The Andrei Tarkovsky Collection Review

Released on the 13th June by Artificial Eye is a box set of ALL of Russian filmmaker Andrei Tarkovsky’s features:

Ivan’s Childhood (1962)

Andrei Rublev (1966)

Solaris (1972)

Mirror (1974)

Stalker (1979)

Nostalgia (1983)

The Sacrifice (1986)

Retailing at £59.99 this is an expensive outlay, although given the usual premium price for Artificial Eye releases this does work out a good deal (it also includes a 90 minute documentary, ‘Meeting Andrei Tarkovsky’); therefore anyone who is a fan, this is a must. However, all of Tarkovsky’s films have previously been released on DVD and the box set does come on the back of a 2007 release, The Andrei Tarkovsky Companion, a collection of documentaries profiling the work of the late master of Soviet era cinema. Although Tarkovsky did not have a prolific output, he did produce some of the best known arthouse classics of the late Soviet period – if not the only ones.

His first film, Ivan’s Childhood launched him to immediate success on the international stage winning him the Golden Lion at the Venice Film Festival. It deals with the trauma of a 12-year-old boy who is seeking revenge after the Nazis have murdered his family during the Second World War. Straight away Tarkovsky’s talent as a filmmaker are evident in this film. He followed this initial success with Andrei Rublev in 1966, a 15th century period epic that charts the life of an icon painter during a turbulent period in Russia’s history. Given its subject matter the film was not released for a further six years in the Soviet Union, although it did premiere at the Cannes Film Festival in 1969; once again Tarkovsky received plaudits for his work. Perhaps his best known film though is Solaris (re-made in 2002 with George Clooney) – a sci-fi epic  that is slow and moody in pace and was seen by many as Russia’s answer to 2001: A Space Odyssey (1968) and is the first of his truly haunting works. Based off a novel by Stanislaw Lem, the story is set on aboard a space station in which a mysterious force coming from a nearby planet releases the inner desires and an illusory experience to those exposed.

For me though, my favourite Tarkovsky film was his next one, Mirror. It puzzled many on its release as it builds in haunting, sensory and autobiographical images in a very complex narration with some quite surreal results. This film marked the artistic height of Tarkovsky both as an artist and a filmmaker. The style of Solaris and Mirror are fused together in his next film, the equally haunting and surreal Stalker as it follows an individual’s quest to realise his dreams and desires.

While making Nostalgia in Italy in the early eighties Tarkovsky, who had a problematic struggle with the Soviet authorities defected to the West with the film portraying the director’s own isolation and melancholy while living in exile. His final film, made while he was gravely ill was The Sacrifice and in his atypical complex manner he expresses his faith in God in a tale about a man who is ready to sacrifice all that is precious to him if he can prevent a nuclear disaster. Certainly since Solaris, Tarkovsky’s work has explored the isolated struggles that man has with himself – and does so in a very surreal reflexive and haunting manner. Born in 1932, he dies shortly after completing The Sacrifice.

Tarkovsky’s films are justifiably considered metaphysical. They are complex moody and in a very Russian way are very beautiful. There are many recurring themes in his films: water, childhood, memory, reflections and dreams. They are not easy films to watch unless you are prepared to go along with the pace. In this sense they are very personal odysseys and one should view them with this in mind.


- Task description
Taking each line of the material in turn, count those with the string "Infant" and answer with the count alone.

- Supplied data
____
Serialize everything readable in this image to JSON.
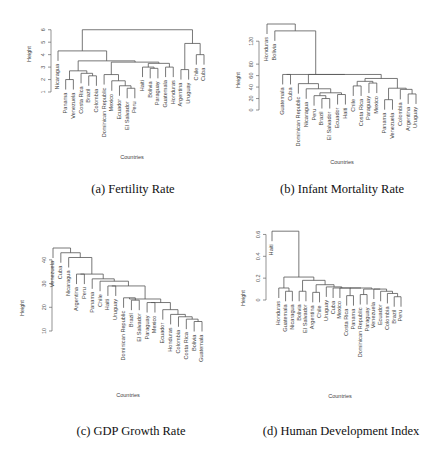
{
  "figure": {
    "panels": [
      {
        "caption": "(a) Fertility Rate",
        "xlabel": "Countries",
        "ylabel": "Height"
      },
      {
        "caption": "(b) Infant Mortality Rate",
        "xlabel": "Countries",
        "ylabel": "Height"
      },
      {
        "caption": "(c) GDP Growth Rate",
        "xlabel": "Countries",
        "ylabel": "Height"
      },
      {
        "caption": "(d) Human Development Index",
        "xlabel": "Countries",
        "ylabel": "Height"
      }
    ]
  },
  "chart_data": [
    {
      "type": "dendrogram",
      "title": "(a) Fertility Rate",
      "xlabel": "Countries",
      "ylabel": "Height",
      "yticks": [
        1,
        2,
        3,
        4,
        5,
        6
      ],
      "ylim": [
        1,
        6.3
      ],
      "leaves": [
        "Nicaragua",
        "Panama",
        "Venezuela",
        "Costa Rica",
        "Brazil",
        "Colombia",
        "Dominican Republic",
        "Mexico",
        "Ecuador",
        "El Salvador",
        "Peru",
        "Haiti",
        "Bolivia",
        "Paraguay",
        "Guatemala",
        "Honduras",
        "Argentina",
        "Uruguay",
        "Chile",
        "Cuba"
      ],
      "merges": [
        {
          "left": "Panama",
          "right": "Venezuela",
          "height": 2.0
        },
        {
          "left": "Brazil",
          "right": "Colombia",
          "height": 2.3
        },
        {
          "left": "Costa Rica",
          "right": "Brazil+Colombia",
          "height": 2.5
        },
        {
          "left": "Panama+Venezuela",
          "right": "Costa Rica+Brazil+Colombia",
          "height": 2.7
        },
        {
          "left": "El Salvador",
          "right": "Peru",
          "height": 1.3
        },
        {
          "left": "Ecuador",
          "right": "El Salvador+Peru",
          "height": 1.5
        },
        {
          "left": "Mexico",
          "right": "Ecuador+El Salvador+Peru",
          "height": 1.9
        },
        {
          "left": "Dominican Republic",
          "right": "Mexico+...",
          "height": 2.4
        },
        {
          "left": "Bolivia",
          "right": "Paraguay",
          "height": 2.9
        },
        {
          "left": "Haiti",
          "right": "Bolivia+Paraguay",
          "height": 3.0
        },
        {
          "left": "Guatemala",
          "right": "Honduras",
          "height": 3.0
        },
        {
          "left": "Haiti group",
          "right": "Guatemala+Honduras",
          "height": 3.3
        },
        {
          "left": "Dominican Republic group",
          "right": "Haiti group",
          "height": 3.4
        },
        {
          "left": "Panama group",
          "right": "Dominican Republic group",
          "height": 3.5
        },
        {
          "left": "Nicaragua",
          "right": "rest of cluster",
          "height": 4.3
        },
        {
          "left": "Argentina",
          "right": "Uruguay",
          "height": 2.8
        },
        {
          "left": "Chile",
          "right": "Cuba",
          "height": 4.0
        },
        {
          "left": "Argentina+Uruguay",
          "right": "Chile+Cuba",
          "height": 4.9
        },
        {
          "left": "Latin cluster",
          "right": "Southern cone cluster",
          "height": 6.0
        }
      ]
    },
    {
      "type": "dendrogram",
      "title": "(b) Infant Mortality Rate",
      "xlabel": "Countries",
      "ylabel": "Height",
      "yticks": [
        0,
        20,
        40,
        60,
        80,
        120
      ],
      "ylim": [
        0,
        150
      ],
      "leaves": [
        "Honduras",
        "Bolivia",
        "Guatemala",
        "Cuba",
        "Dominican Republic",
        "Nicaragua",
        "Peru",
        "Brazil",
        "El Salvador",
        "Ecuador",
        "Haiti",
        "Chile",
        "Costa Rica",
        "Paraguay",
        "Mexico",
        "Panama",
        "Venezuela",
        "Colombia",
        "Argentina",
        "Uruguay"
      ],
      "merges": [
        {
          "left": "Brazil",
          "right": "El Salvador",
          "height": 20
        },
        {
          "left": "Peru",
          "right": "Brazil+El Salvador",
          "height": 25
        },
        {
          "left": "Ecuador",
          "right": "Haiti",
          "height": 27
        },
        {
          "left": "Peru group",
          "right": "Ecuador+Haiti",
          "height": 30
        },
        {
          "left": "Nicaragua",
          "right": "Peru group",
          "height": 37
        },
        {
          "left": "Dominican Republic",
          "right": "Nicaragua group",
          "height": 46
        },
        {
          "left": "Guatemala",
          "right": "Cuba",
          "height": 62
        },
        {
          "left": "Chile",
          "right": "Costa Rica",
          "height": 42
        },
        {
          "left": "Paraguay",
          "right": "Mexico",
          "height": 47
        },
        {
          "left": "Panama",
          "right": "Venezuela",
          "height": 18
        },
        {
          "left": "Argentina",
          "right": "Uruguay",
          "height": 28
        },
        {
          "left": "Colombia",
          "right": "Argentina+Uruguay",
          "height": 36
        },
        {
          "left": "Panama+Venezuela",
          "right": "Colombia group",
          "height": 38
        },
        {
          "left": "Mexico group",
          "right": "Panama group",
          "height": 40
        },
        {
          "left": "Chile group",
          "right": "Paraguay group",
          "height": 50
        },
        {
          "left": "Guatemala group",
          "right": "Chile group",
          "height": 62
        },
        {
          "left": "Bolivia",
          "right": "main cluster",
          "height": 138
        },
        {
          "left": "Honduras",
          "right": "Bolivia group",
          "height": 150
        }
      ]
    },
    {
      "type": "dendrogram",
      "title": "(c) GDP Growth Rate",
      "xlabel": "Countries",
      "ylabel": "Height",
      "yticks": [
        10,
        20,
        30,
        40
      ],
      "ylim": [
        10,
        45
      ],
      "leaves": [
        "Venezuela",
        "Cuba",
        "Nicaragua",
        "Argentina",
        "Peru",
        "Panama",
        "Chile",
        "Haiti",
        "Uruguay",
        "Dominican Republic",
        "Brazil",
        "El Salvador",
        "Paraguay",
        "Mexico",
        "Ecuador",
        "Honduras",
        "Colombia",
        "Costa Rica",
        "Bolivia",
        "Guatemala"
      ],
      "merges": [
        {
          "left": "Bolivia",
          "right": "Guatemala",
          "height": 14
        },
        {
          "left": "Costa Rica",
          "right": "Bolivia+Guatemala",
          "height": 15
        },
        {
          "left": "Colombia",
          "right": "Costa Rica group",
          "height": 16
        },
        {
          "left": "Honduras",
          "right": "Colombia group",
          "height": 17
        },
        {
          "left": "Ecuador",
          "right": "Honduras group",
          "height": 19
        },
        {
          "left": "Paraguay",
          "right": "Mexico",
          "height": 22
        },
        {
          "left": "Paraguay+Mexico",
          "right": "Ecuador group",
          "height": 22
        },
        {
          "left": "Brazil",
          "right": "El Salvador",
          "height": 23
        },
        {
          "left": "Dominican Republic",
          "right": "Brazil+El Salvador",
          "height": 24
        },
        {
          "left": "Dominican Republic group",
          "right": "Paraguay group",
          "height": 23.5
        },
        {
          "left": "Haiti",
          "right": "Uruguay",
          "height": 29
        },
        {
          "left": "Haiti+Uruguay",
          "right": "Dominican Republic group",
          "height": 29
        },
        {
          "left": "Chile",
          "right": "Haiti group",
          "height": 31
        },
        {
          "left": "Panama",
          "right": "Chile group",
          "height": 32
        },
        {
          "left": "Argentina",
          "right": "Peru",
          "height": 34
        },
        {
          "left": "Argentina+Peru",
          "right": "Panama group",
          "height": 34
        },
        {
          "left": "Nicaragua",
          "right": "Argentina group",
          "height": 41
        },
        {
          "left": "Cuba",
          "right": "Nicaragua group",
          "height": 43
        },
        {
          "left": "Venezuela",
          "right": "Cuba group",
          "height": 45
        }
      ]
    },
    {
      "type": "dendrogram",
      "title": "(d) Human Development Index",
      "xlabel": "Countries",
      "ylabel": "Height",
      "yticks": [
        0.0,
        0.2,
        0.4,
        0.6
      ],
      "ylim": [
        0.0,
        0.65
      ],
      "leaves": [
        "Haiti",
        "Honduras",
        "Guatemala",
        "Nicaragua",
        "Bolivia",
        "El Salvador",
        "Argentina",
        "Chile",
        "Uruguay",
        "Cuba",
        "Mexico",
        "Costa Rica",
        "Panama",
        "Dominican Republic",
        "Paraguay",
        "Venezuela",
        "Ecuador",
        "Colombia",
        "Brazil",
        "Peru"
      ],
      "merges": [
        {
          "left": "Guatemala",
          "right": "Nicaragua",
          "height": 0.08
        },
        {
          "left": "Honduras",
          "right": "Guatemala+Nicaragua",
          "height": 0.11
        },
        {
          "left": "Bolivia",
          "right": "El Salvador",
          "height": 0.08
        },
        {
          "left": "Argentina",
          "right": "Chile",
          "height": 0.07
        },
        {
          "left": "Costa Rica",
          "right": "Panama",
          "height": 0.04
        },
        {
          "left": "Dominican Republic",
          "right": "Paraguay",
          "height": 0.05
        },
        {
          "left": "Brazil",
          "right": "Peru",
          "height": 0.03
        },
        {
          "left": "Colombia",
          "right": "Brazil+Peru",
          "height": 0.06
        },
        {
          "left": "Ecuador",
          "right": "Colombia group",
          "height": 0.08
        },
        {
          "left": "Venezuela",
          "right": "Ecuador group",
          "height": 0.1
        },
        {
          "left": "Dominican Republic group",
          "right": "Venezuela group",
          "height": 0.1
        },
        {
          "left": "Costa Rica group",
          "right": "Dominican Republic group",
          "height": 0.11
        },
        {
          "left": "Mexico",
          "right": "Costa Rica group",
          "height": 0.11
        },
        {
          "left": "Cuba",
          "right": "Mexico group",
          "height": 0.11
        },
        {
          "left": "Uruguay",
          "right": "Cuba group",
          "height": 0.12
        },
        {
          "left": "Argentina+Chile",
          "right": "Uruguay group",
          "height": 0.14
        },
        {
          "left": "Bolivia+El Salvador",
          "right": "Argentina group",
          "height": 0.18
        },
        {
          "left": "Honduras group",
          "right": "Bolivia group",
          "height": 0.21
        },
        {
          "left": "Haiti",
          "right": "rest",
          "height": 0.63
        }
      ]
    }
  ]
}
____
- Task result
2